"Grace, dear Grace," he faltered, hoarsely, "can you not bear this sorrow also for my sake?"

"Alford!" she panted with horror in her tones—"Alford! why, why, her hand is growing cold!"

There was a long low sigh from the little one, and then she was still.

"Take your wife away," said Dr. Markham, in a low, authoritative tone.

Graham sought to obey in the same mechanical manner. She sprang from him and stood aloof. There was a terrible light in her eyes, before which he quailed.

"Take me away!" she cried, in a voice that was hoarse, strained, and unnatural. "Never! Tell me the belief of your heart. Have I lost my child forever? Is that sweet image of my Hilda nothing but clay? Is there nothing further for this idol of my heart but horrible corruption? If this is true, no more learned jargon to me about law and force! If this is true, I am the creation of a fiend who, with all the cruel ingenuity of a fiend, has so made me that he can inflict the utmost degree of torture. If this is true, my motherhood is a lie, and good is punished, not evil. If this is true, there is neither God nor law, but only a devil. But let me have the truth: have I lost that child forever?"

He was dumb, and an awful silence fell upon the chamber of death.

Graham's philosophy failed him at last. His own father-heart could not accept of corruption as the final end of his child. Indeed, it revolted at it with a resistless rebound as something horrible, monstrous, and, as his wife had said, devilish. His old laborious reasoning was scorched away as by lightning in that moment of intense consciousness when his soul told him that, if this were true, his nature also was a lie and a cheat. He knew not what he believed, or what was true. He was stunned and speechless.

Despair was turning his wife's face into stone, when old Aunt Sheba, who had been crouching, sobbing and praying at the foot of the little couch, rose with streaming eyes and stretched out her hands toward the desperate mother.

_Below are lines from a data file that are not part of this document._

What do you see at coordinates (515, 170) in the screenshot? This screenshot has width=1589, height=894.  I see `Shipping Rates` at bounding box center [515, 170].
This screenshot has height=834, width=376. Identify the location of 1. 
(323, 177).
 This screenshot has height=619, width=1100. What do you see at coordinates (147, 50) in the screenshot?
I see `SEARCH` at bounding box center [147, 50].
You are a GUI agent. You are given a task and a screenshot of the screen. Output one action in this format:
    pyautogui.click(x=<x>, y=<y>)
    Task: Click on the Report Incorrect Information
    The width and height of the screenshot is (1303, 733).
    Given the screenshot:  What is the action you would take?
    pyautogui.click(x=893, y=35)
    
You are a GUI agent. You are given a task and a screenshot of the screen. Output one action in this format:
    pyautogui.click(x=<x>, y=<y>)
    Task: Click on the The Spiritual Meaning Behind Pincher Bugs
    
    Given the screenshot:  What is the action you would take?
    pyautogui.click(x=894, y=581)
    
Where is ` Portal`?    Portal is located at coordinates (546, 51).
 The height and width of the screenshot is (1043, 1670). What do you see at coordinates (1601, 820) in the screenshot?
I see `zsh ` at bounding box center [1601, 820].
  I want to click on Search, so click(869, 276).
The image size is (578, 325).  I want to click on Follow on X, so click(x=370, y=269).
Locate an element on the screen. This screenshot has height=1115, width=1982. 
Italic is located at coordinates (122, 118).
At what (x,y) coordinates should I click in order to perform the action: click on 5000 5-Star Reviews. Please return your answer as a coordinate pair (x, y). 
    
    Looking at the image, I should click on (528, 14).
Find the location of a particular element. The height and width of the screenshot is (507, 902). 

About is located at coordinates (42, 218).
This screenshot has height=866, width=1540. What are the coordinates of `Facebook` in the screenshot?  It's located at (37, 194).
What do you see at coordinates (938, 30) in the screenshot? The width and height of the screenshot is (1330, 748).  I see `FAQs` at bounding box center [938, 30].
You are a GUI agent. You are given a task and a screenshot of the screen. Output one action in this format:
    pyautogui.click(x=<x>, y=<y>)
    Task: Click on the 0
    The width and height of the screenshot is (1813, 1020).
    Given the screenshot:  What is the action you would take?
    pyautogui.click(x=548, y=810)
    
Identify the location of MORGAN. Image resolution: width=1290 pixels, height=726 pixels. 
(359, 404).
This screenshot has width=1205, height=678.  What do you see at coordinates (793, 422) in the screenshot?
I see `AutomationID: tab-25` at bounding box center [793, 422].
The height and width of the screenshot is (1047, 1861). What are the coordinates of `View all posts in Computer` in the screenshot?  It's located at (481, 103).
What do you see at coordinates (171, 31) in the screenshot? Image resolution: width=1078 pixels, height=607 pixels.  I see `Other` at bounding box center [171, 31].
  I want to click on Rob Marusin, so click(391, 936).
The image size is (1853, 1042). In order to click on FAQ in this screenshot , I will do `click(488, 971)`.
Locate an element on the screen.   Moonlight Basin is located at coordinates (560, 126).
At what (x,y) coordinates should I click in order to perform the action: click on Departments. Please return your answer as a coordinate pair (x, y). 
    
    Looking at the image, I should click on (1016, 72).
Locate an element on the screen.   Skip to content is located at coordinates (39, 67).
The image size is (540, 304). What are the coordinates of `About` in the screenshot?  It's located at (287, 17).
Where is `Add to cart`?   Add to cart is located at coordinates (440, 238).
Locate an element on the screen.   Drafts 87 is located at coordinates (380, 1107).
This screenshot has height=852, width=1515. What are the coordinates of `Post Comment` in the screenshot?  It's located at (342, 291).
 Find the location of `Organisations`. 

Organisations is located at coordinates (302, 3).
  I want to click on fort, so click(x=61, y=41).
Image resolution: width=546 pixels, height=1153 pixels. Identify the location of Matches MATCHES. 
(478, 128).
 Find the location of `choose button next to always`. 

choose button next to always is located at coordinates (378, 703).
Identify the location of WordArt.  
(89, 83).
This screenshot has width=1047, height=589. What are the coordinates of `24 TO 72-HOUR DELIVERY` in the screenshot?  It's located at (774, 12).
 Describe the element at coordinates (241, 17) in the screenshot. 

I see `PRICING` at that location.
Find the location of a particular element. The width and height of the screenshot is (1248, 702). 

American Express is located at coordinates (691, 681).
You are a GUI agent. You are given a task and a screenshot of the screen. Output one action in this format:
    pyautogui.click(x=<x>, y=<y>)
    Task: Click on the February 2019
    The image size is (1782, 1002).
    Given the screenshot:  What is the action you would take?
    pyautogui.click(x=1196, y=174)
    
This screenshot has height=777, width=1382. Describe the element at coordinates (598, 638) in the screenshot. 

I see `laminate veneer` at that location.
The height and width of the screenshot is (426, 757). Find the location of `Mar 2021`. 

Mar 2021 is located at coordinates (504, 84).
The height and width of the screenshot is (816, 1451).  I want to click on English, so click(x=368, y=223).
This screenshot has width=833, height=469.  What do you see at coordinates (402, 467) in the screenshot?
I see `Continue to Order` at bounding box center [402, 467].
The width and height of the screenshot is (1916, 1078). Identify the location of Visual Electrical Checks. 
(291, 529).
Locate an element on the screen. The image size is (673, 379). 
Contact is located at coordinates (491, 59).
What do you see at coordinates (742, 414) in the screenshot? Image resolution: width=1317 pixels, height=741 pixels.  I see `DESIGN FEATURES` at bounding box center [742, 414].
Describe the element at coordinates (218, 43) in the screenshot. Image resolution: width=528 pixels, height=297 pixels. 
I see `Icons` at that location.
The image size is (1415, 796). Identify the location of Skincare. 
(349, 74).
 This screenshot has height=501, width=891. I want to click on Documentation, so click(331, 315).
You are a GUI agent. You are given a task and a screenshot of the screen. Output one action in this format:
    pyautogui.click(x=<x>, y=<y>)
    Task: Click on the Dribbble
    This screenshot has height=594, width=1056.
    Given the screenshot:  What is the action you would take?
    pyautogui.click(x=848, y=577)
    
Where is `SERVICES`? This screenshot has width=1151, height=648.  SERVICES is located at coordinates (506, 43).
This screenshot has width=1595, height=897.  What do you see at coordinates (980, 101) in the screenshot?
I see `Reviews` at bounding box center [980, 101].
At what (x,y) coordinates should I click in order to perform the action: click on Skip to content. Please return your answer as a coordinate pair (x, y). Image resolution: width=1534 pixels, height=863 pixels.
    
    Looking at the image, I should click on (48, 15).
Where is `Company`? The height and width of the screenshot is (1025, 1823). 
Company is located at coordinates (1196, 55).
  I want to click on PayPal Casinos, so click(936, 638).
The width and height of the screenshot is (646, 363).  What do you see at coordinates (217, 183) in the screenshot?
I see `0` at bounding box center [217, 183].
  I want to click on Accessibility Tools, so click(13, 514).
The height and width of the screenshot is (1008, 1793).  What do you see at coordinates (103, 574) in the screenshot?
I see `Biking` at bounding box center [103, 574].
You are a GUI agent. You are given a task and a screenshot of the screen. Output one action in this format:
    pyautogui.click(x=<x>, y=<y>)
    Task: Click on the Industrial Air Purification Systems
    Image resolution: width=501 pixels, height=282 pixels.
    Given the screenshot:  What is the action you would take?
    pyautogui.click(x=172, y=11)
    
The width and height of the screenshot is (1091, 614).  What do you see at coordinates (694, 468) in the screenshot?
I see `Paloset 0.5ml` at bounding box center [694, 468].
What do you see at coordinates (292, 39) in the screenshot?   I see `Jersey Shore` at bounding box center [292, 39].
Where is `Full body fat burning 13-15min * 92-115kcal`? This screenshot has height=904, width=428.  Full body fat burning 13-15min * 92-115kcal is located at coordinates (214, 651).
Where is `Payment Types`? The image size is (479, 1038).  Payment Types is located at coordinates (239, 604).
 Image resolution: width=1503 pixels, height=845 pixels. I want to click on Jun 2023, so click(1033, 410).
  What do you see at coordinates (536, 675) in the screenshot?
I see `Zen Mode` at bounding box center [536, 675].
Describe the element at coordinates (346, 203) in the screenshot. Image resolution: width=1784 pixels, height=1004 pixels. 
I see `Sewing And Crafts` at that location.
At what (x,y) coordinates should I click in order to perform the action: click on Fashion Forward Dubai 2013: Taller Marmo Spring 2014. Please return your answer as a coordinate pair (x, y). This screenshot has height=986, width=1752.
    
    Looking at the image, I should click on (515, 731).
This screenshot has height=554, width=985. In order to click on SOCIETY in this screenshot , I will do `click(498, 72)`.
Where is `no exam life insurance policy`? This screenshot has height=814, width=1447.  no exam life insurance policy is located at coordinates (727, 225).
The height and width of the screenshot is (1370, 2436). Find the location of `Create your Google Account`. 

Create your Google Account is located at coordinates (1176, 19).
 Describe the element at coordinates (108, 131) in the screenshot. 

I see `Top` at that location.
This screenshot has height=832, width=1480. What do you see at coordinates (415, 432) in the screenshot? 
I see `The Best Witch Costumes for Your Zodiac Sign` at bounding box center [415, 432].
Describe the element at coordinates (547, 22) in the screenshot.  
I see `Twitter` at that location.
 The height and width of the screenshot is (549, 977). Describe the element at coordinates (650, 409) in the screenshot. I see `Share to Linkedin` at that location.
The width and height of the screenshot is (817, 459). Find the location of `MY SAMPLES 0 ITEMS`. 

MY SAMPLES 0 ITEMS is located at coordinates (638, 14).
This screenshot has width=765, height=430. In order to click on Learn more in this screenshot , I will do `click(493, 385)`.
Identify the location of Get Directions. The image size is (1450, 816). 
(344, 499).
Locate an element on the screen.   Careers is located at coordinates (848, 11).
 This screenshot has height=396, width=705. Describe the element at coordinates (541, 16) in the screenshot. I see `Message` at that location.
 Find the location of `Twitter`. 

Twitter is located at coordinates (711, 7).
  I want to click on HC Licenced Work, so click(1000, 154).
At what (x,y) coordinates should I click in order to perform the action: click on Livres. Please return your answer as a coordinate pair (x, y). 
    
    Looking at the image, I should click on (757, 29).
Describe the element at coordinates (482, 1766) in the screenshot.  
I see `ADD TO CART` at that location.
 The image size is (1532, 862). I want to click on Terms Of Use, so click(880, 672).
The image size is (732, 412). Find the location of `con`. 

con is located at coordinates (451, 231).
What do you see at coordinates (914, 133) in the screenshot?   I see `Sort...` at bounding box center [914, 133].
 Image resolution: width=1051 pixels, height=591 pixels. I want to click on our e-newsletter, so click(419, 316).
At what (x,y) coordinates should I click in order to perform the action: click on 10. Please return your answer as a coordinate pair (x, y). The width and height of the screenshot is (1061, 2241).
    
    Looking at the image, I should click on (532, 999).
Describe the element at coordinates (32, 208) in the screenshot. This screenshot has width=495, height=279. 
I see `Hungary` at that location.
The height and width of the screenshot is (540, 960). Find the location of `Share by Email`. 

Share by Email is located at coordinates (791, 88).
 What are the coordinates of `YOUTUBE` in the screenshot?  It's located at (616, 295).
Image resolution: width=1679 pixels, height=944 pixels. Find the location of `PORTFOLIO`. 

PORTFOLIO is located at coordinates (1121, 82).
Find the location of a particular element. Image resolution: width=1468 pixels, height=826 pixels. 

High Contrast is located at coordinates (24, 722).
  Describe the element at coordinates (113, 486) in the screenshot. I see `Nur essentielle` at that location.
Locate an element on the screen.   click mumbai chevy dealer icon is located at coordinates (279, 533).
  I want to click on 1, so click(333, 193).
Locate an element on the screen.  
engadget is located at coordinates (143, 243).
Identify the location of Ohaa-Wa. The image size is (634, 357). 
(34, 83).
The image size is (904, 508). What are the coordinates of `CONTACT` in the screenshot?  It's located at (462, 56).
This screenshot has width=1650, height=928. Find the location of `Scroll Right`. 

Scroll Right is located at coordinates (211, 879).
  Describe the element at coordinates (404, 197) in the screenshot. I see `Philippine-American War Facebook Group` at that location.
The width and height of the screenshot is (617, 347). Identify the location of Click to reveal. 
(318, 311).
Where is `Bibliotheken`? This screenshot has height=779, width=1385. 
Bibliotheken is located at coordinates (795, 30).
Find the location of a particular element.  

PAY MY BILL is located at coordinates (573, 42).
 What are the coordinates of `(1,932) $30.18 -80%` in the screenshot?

"No, Missy Grace," she cried, in tones that rang through the house; "no, no, no. Your chile am not lost to you; your chile am not dead. She on'y sleeps. Did not de good Lord say: 'Suffer de little chillen ter come unter Me'? An' Hilda, de dear little lamb, hab gone ter Him, an' is in de Good Shepherd's arms. Your little chile am not lost to you, she's safe at home, de dear bressed home ob heben, whar your moder is Missy Grace. De Hebenly Father say, 'Little Hilda, you needn't walk de long flinty, thorny path and suffer like you'se dear moder. You kin come home now, and I'se 'll take keer ob ye till moder comes.' Bress de little lamb, she smile when de angels come fer her, an' she's safe, safe for ebermore. No tears fer little Hilda, no heartbreak in all her 'ternal life. Dear Missy Grace, my little baby die, too, but I hain't los' it. No, no. De Good Shepherd is a keepin' it safe fer me, an' I shall hab my baby again."